HSCoNAS: Hardware-Software Co-Design of Efficient DNNs via Neural Architecture Search
This addresses the challenge of optimizing DNNs for deployment on diverse hardware platforms, which is crucial for real-world applications like edge computing, though it is incremental as it builds upon existing NAS and hardware-aware methods.
The paper tackles the problem of designing deep neural networks (DNNs) that are both accurate and low-latency for specific hardware by introducing HSCoNAS, a hardware-aware neural architecture search framework, which achieves superior performance over state-of-the-art methods on ImageNet across GPU, CPU, and edge devices.
In this paper, we present a novel multi-objective hardware-aware neural architecture search (NAS) framework, namely HSCoNAS, to automate the design of deep neural networks (DNNs) with high accuracy but low latency upon target hardware.

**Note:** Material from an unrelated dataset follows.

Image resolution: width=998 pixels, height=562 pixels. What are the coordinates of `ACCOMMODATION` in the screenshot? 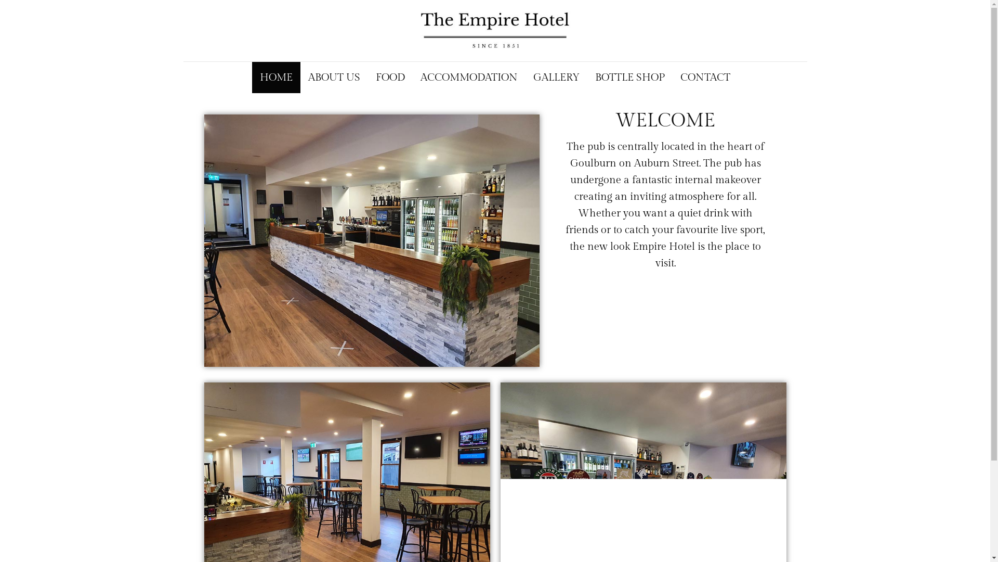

To accomplish this goal, we first propose an effective hardware performance modeling method to approximate the runtime latency of DNNs on target hardware, which will be integrated into HSCoNAS to avoid the tedious on-device measurements. Besides, we propose two novel techniques, i.e., dynamic channel scaling to maximize the accuracy under the specified latency and progressive space shrinking to refine the search space towards target hardware as well as alleviate the search overheads. These two techniques jointly work to allow HSCoNAS to perform fine-grained and efficient explorations. Finally, an evolutionary algorithm (EA) is incorporated to conduct the architecture search. Extensive experiments on ImageNet are conducted upon diverse target hardware, i.e., GPU, CPU, and edge device to demonstrate the superiority of HSCoNAS over recent state-of-the-art approaches.